[hpsdr] 10 MHz clock source

Phil Harman phil at pharman.org
Mon Jun 8 05:59:01 PDT 2009


Hi Alberto, 

Let me see if I can shed some light on what is happening.  If you use Mercury and Penelope you need a way to phase lock the 122.88MHz clocks on each board.  There are a number of ways you can do this:

1. Use the 10MHz TCXO on Mercury 
2. Use the 10MHz TCXO on Penelope
3. Use an external 10MHz reference on Atlas C16 e.g. Excalibur

The TCXO's on Mercury and Penelope are not intended to be highly accurate - just good enough to lock the two 122.88MHz clocks together. If you would like higher accuracy then use an external reference. 

The 122.88MHz clocks on Mercury and Penelope are divided down to 80kHz as is the 10MHz reference from Penelope or Mercury or Atlas.  The two 80kHz signals are presented to an OR gate which is used as a phase detector in a PLL. 

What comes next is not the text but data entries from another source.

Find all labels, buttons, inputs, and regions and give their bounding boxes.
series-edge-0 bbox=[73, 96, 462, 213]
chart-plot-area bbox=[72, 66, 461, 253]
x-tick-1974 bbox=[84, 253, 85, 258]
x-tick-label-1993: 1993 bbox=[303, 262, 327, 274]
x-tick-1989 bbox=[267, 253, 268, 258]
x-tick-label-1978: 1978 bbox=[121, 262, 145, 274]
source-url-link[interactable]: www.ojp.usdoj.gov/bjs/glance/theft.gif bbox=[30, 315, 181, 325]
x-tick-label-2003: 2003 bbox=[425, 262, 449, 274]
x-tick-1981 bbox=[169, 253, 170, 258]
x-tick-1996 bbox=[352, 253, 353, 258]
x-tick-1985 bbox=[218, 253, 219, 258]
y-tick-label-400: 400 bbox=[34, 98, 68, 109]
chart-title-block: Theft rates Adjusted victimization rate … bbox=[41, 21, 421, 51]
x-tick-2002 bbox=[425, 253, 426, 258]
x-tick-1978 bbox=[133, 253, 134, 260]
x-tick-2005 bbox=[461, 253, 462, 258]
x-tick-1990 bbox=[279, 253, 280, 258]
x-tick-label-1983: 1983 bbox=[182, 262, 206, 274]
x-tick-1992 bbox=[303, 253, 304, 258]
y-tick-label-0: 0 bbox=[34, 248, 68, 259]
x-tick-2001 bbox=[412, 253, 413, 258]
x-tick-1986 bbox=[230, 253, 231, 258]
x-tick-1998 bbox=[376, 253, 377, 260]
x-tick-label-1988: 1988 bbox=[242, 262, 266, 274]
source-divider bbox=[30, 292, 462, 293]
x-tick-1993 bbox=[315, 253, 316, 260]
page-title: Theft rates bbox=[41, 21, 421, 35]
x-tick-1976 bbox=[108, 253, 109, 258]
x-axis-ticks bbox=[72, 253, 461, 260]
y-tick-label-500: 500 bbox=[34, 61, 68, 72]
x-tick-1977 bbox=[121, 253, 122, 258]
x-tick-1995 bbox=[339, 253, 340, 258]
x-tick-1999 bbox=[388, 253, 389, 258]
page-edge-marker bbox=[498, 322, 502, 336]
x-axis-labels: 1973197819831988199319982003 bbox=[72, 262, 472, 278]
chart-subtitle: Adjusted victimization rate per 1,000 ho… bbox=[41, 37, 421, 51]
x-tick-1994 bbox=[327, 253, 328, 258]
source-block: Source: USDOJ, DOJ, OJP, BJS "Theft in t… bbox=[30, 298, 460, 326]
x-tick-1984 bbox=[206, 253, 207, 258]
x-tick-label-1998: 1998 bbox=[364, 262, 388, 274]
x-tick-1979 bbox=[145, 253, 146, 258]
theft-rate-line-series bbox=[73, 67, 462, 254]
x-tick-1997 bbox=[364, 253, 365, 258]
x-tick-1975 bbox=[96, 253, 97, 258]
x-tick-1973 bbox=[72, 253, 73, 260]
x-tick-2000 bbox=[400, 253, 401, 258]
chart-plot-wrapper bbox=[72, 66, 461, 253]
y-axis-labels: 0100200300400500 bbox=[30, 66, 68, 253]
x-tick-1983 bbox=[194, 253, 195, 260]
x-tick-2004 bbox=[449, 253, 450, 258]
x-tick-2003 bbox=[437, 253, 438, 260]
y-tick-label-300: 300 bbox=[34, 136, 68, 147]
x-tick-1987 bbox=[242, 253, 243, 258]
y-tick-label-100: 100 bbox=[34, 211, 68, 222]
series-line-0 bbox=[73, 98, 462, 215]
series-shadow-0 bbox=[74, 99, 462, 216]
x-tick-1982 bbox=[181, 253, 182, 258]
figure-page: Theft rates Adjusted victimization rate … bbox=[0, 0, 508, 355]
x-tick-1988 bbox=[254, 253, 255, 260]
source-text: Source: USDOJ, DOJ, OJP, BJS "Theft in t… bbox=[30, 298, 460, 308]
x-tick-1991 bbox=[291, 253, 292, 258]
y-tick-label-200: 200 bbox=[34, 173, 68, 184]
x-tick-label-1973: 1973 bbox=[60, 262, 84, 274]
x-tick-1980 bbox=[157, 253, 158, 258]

So if you select Atlas as your 10MHz source, and there is no 10MHz signal on it, then the output of the OR gate phase detector will be a 80kHz square wave.  After this passes through the PLL filter the output is a DC voltage at  3.3/2 volts.  This voltage is fed to the 122.88MHz VCXO which sets it to the mid point of its frequency range.

If you are lucky, and have a good 122.88MHz clock, then this could be very close to 122.88MHz - closer than if you phase lock it to the relatively low accuracy 10MHz TCXOs. 

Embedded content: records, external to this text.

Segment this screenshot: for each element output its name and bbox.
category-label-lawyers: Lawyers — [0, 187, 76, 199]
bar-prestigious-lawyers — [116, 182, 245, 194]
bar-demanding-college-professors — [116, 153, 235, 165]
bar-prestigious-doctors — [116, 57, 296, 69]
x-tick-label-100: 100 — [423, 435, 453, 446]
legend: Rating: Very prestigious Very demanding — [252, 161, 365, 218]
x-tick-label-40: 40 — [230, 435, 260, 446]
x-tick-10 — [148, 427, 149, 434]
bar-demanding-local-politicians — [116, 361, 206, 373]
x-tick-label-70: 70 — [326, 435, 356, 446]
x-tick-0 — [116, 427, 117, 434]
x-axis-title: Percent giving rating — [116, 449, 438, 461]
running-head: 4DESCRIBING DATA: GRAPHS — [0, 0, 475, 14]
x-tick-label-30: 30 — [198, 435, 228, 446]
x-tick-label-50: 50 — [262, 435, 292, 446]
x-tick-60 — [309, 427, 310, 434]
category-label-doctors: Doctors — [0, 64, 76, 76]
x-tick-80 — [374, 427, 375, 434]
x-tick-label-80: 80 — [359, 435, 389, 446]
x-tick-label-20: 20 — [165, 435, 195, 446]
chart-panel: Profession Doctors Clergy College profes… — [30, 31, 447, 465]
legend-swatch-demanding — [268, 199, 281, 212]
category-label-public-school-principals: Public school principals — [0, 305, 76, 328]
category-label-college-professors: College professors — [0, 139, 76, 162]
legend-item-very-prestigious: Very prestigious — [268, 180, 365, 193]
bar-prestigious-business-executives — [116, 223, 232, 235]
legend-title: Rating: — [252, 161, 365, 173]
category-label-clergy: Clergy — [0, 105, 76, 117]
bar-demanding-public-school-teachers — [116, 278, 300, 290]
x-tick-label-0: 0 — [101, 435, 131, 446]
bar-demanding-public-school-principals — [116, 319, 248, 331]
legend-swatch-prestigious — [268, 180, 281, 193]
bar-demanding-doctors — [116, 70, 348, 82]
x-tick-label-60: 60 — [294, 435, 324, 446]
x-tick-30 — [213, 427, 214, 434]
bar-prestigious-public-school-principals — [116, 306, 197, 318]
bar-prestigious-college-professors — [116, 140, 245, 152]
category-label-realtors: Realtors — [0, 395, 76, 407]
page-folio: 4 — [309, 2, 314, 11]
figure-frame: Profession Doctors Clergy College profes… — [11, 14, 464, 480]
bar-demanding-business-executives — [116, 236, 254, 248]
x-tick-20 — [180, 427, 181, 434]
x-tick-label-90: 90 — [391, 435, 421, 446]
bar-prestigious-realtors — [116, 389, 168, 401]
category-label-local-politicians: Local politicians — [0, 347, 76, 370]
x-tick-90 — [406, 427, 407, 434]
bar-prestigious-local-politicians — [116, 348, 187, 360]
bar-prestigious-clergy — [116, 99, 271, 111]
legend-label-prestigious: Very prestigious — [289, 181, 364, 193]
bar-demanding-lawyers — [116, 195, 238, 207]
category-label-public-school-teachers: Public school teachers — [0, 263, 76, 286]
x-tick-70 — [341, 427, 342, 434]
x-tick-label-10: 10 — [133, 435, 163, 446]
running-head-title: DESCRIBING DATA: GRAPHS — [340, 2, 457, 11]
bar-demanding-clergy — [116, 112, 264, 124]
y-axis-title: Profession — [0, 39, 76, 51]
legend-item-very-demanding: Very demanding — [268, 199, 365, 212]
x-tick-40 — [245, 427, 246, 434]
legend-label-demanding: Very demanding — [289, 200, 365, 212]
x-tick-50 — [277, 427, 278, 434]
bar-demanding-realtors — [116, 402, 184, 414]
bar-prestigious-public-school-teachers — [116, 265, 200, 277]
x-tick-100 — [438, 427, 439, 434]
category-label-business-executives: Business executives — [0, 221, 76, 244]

Hence you may find your frequency accuracy is actually better with no 10MHz clock on Atlas rather than using the 10MHz TCXO on Mercury/Penelope.

If you want higher accuracy then use an external 10MHz reference.  If  you use Penelope and Mercury, and select Atlas as your 10MHz reference, then you MUST have an actual signal on it or - depending on how good you luck is -  you will have a frequency difference between Tx and Rx. 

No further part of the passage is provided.